Journal of Physical Chemistry B, Vol.114, No.42, 13517-13535, 2010
Structure-Based Identification of Energy Sinks in Plant Light-Harvesting Complex II
The local S-0 -> S-1 transition energies (site energies) and corresponding excitonic couplings of chlorophyll a (Chla) and b (Chlb) pigments bound to trimeric, major light-harvesting complex II (LHCII) of higher plants are calculated on the basis of the two crystal structures (Liu et al. Nature 2004, 428, 287-292; Standfuss et al. EMBO J. 2005, 24, 919-928) by using a combined quantum chemical/electrostatic method (Muh et al. Proc. Natl. Acad. Sci. U.S.A. 2007, 104, 16862-16867) that has been modified to cover membrane proteins and to account more realistically for the behavior of protonatable groups under the conditions of low-temperature optical spectroscopy. The obtained exciton levels are in reasonable agreement with experimental information (including linear absorption, linear dichroism, circular dichroism, fluorescence spectra of native as well as wild-type-minus-mutant difference absorption spectra of recombinant LHCII) and differ from earlier treatments based on fitted site energies (Novoderezhkin et al. J. Phys. Chem. B 2005, 109, 10493-10504) mainly by assigning a lower energy level to Chla 604 (in the nomenclature of Liu et al.) and Chlb 608 and a higher energy level to Chlb 605 and 609. The energy sink at cyrogenic temperatures is located at Chla 610 in the stromal layer of pigments, but structural changes at elevated temperatures may change the nature of the terminal emitter domain (including Chla 610/611/612). The site energy red-shift of Chla 610 is calculated to be significantly larger on the basis of the crystal structure of Standfuss et al. compared to that of Liu et al. due to conformational differences in the neighborhood of this pigment. A possible conformational change in the vicinity of Chla 604 involving tyrosine 112 and neoxanthin is found to strongly affect the site energy of this Chla and render it an alternative energy sink in the lumenal layer. A detailed, structure-based analysis of electrostatic pigment-protein interactions is performed to identify amino acid residues that are of interest for future mutagenesis experiments with the aim to further characterize the energy sinks, putative "bottleneck" states for excitation energy transfer, and potential sites of nonphotochemical quenching.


* [WHAT IS NEEDED]: Give back the data exactly, with no images.

** Opening TASK MATERIAL block **

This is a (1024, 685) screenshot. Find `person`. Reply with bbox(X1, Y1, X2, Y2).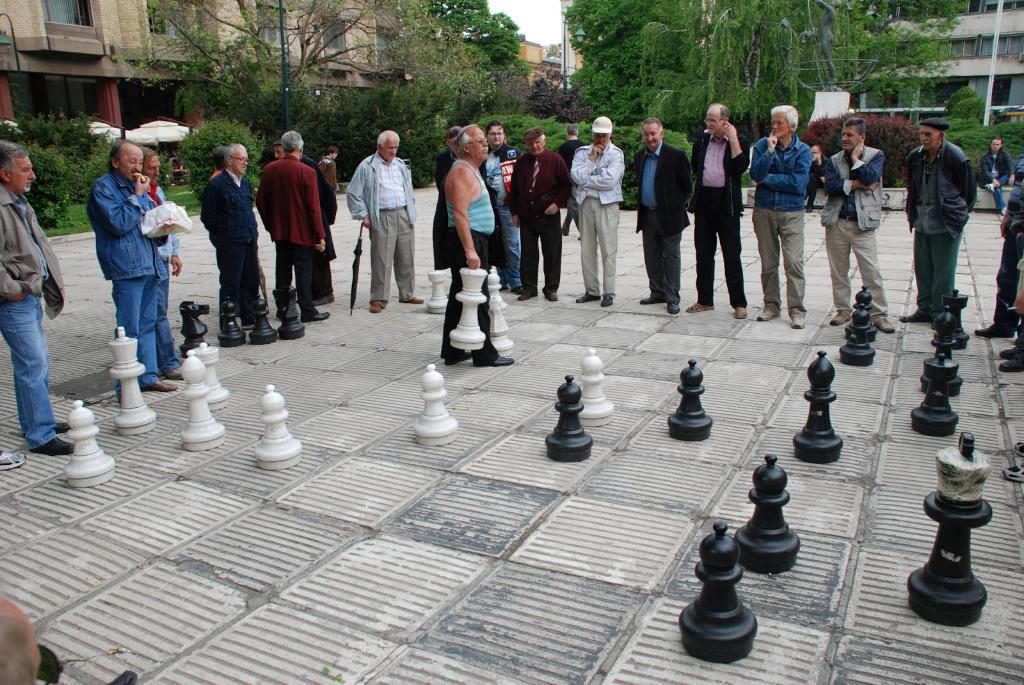
bbox(9, 134, 78, 456).
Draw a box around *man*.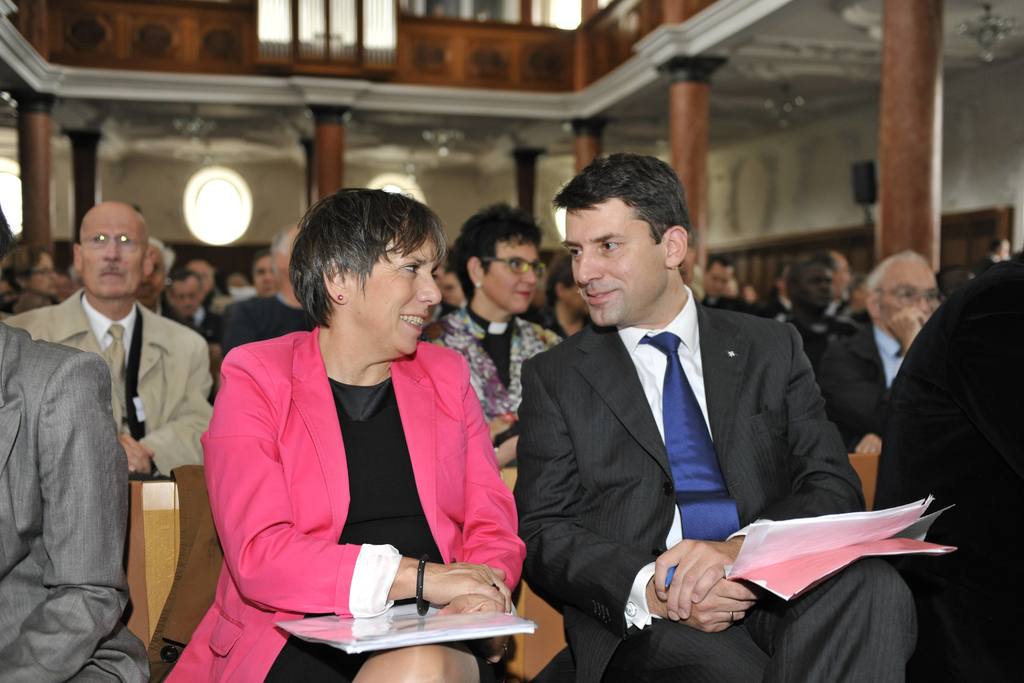
(676,245,706,309).
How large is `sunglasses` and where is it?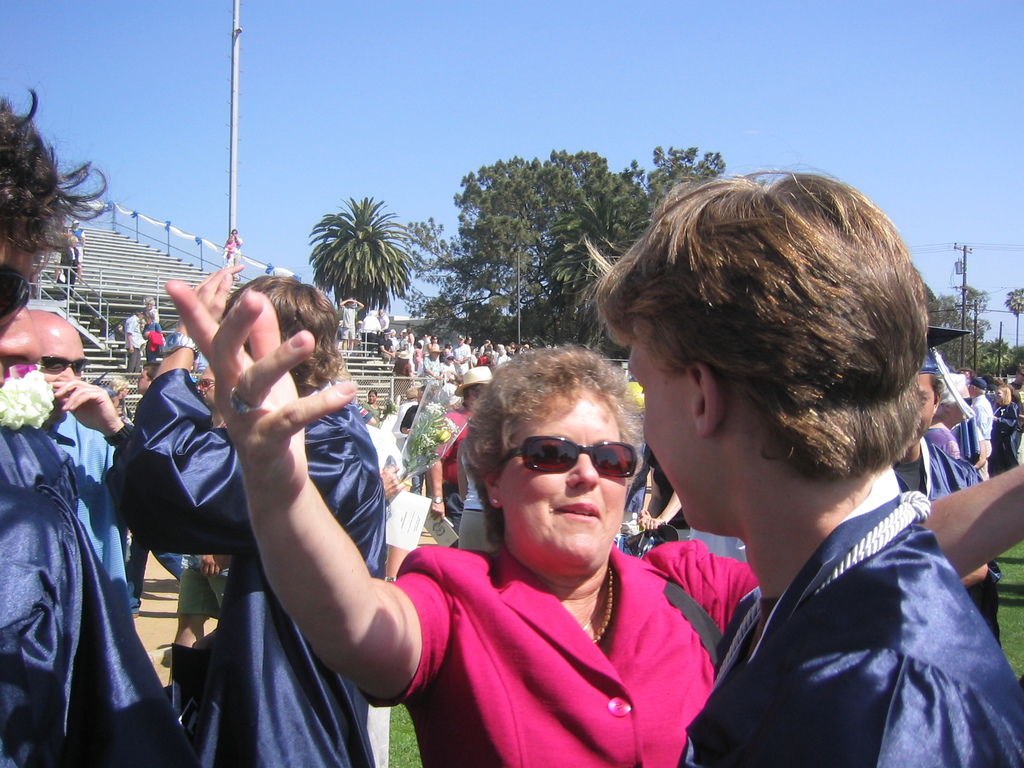
Bounding box: {"x1": 194, "y1": 378, "x2": 215, "y2": 396}.
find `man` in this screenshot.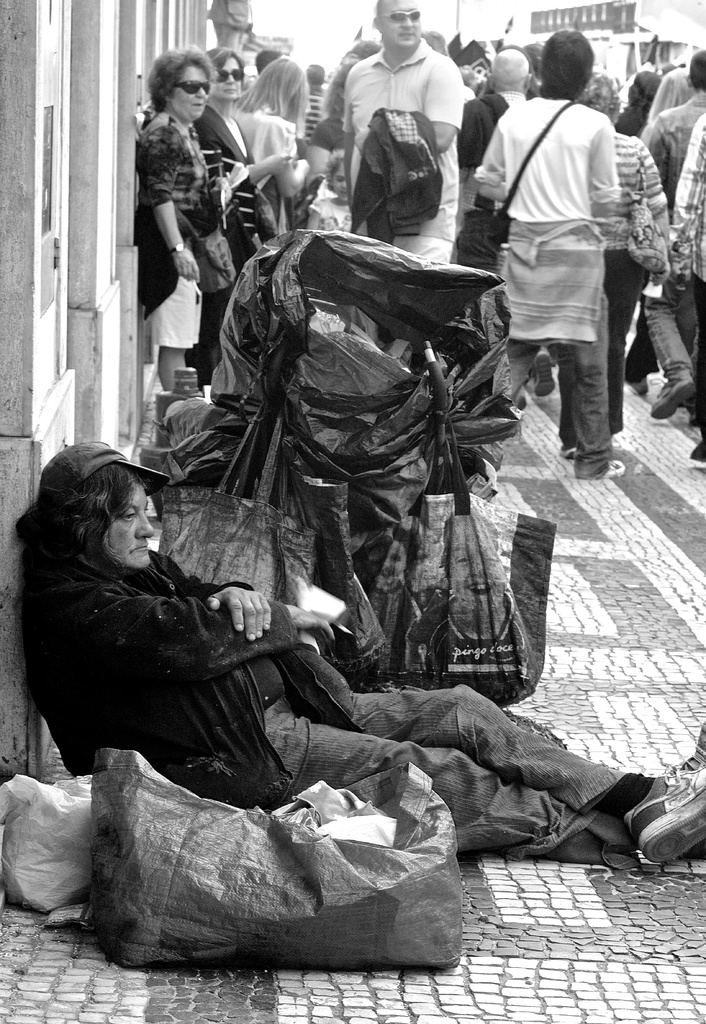
The bounding box for `man` is bbox=(302, 61, 330, 141).
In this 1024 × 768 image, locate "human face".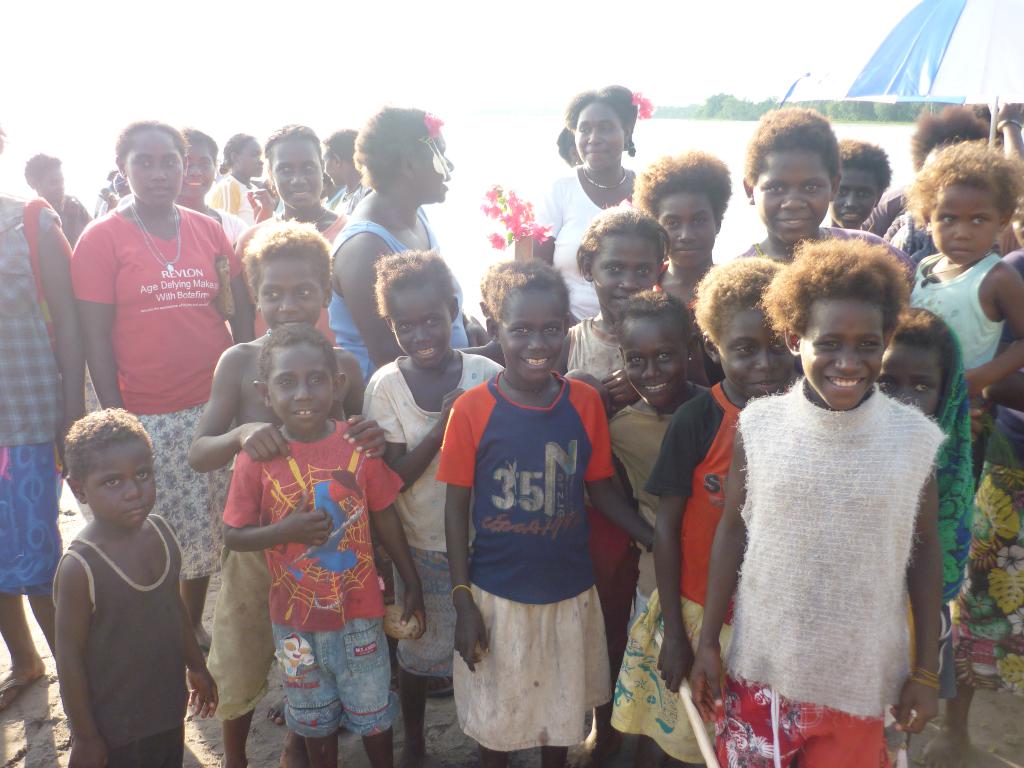
Bounding box: [592,233,654,314].
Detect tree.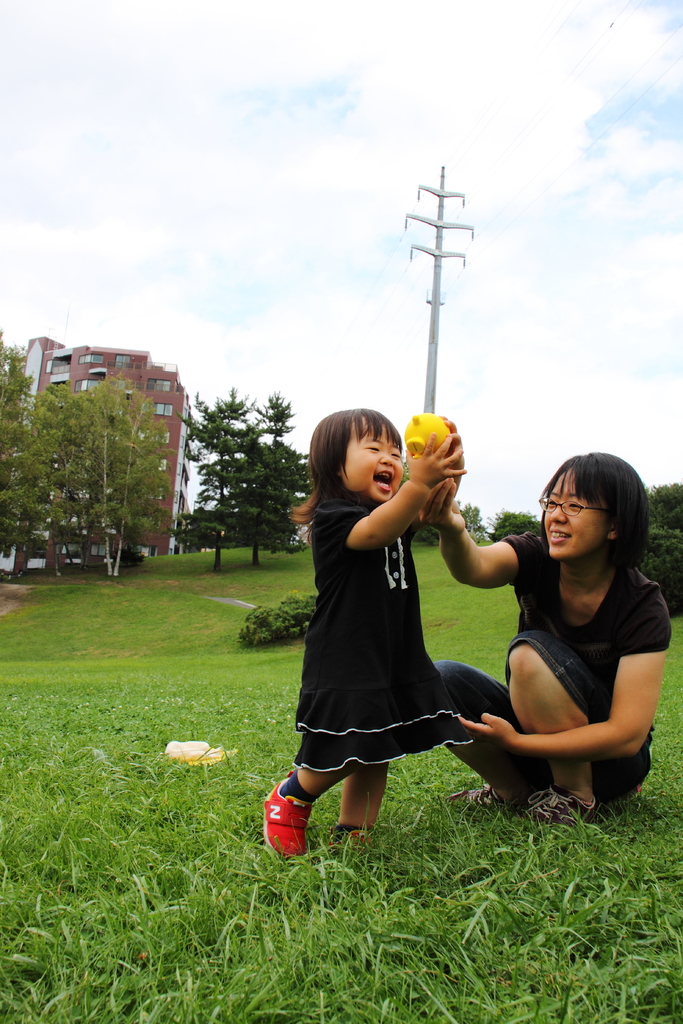
Detected at pyautogui.locateOnScreen(186, 381, 274, 570).
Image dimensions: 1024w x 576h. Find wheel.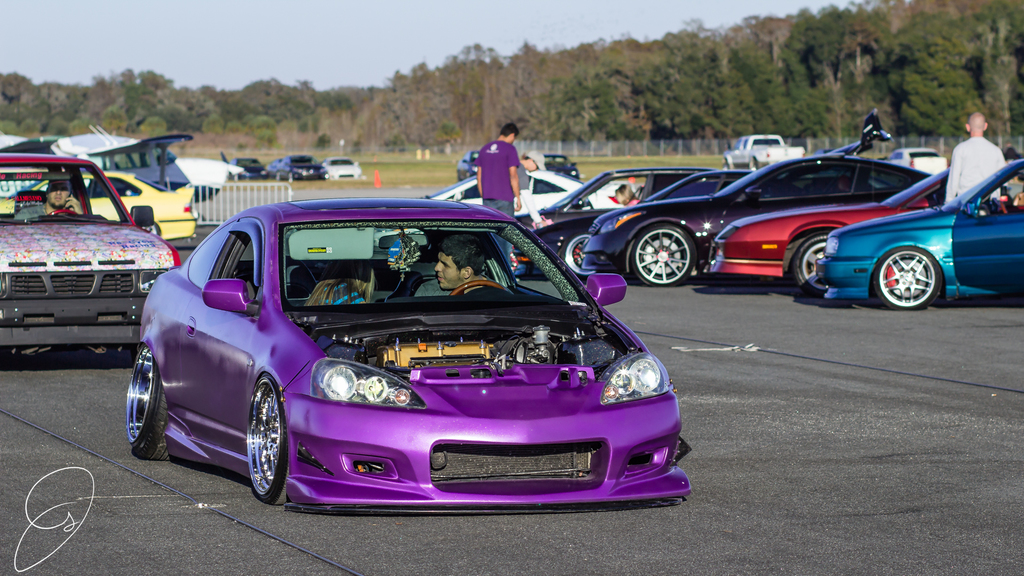
Rect(794, 235, 829, 295).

** Closing TASK MATERIAL block **

* [RESULT OF THIS TASK]:
This is a (1024, 685) screenshot. Find `person`. Reply with bbox(X1, Y1, X2, Y2).
bbox(9, 134, 78, 456).
Draw a box around *man*.
(676,245,706,309).
How large is `sunglasses` and where is it?
Bounding box: {"x1": 194, "y1": 378, "x2": 215, "y2": 396}.
find `man` in this screenshot.
The bounding box for `man` is bbox=(302, 61, 330, 141).
In this 1024 × 768 image, locate "human face".
Bounding box: [592,233,654,314].
Detect tree.
Detected at pyautogui.locateOnScreen(186, 381, 274, 570).
Image dimensions: 1024w x 576h. Find wheel.
Rect(794, 235, 829, 295).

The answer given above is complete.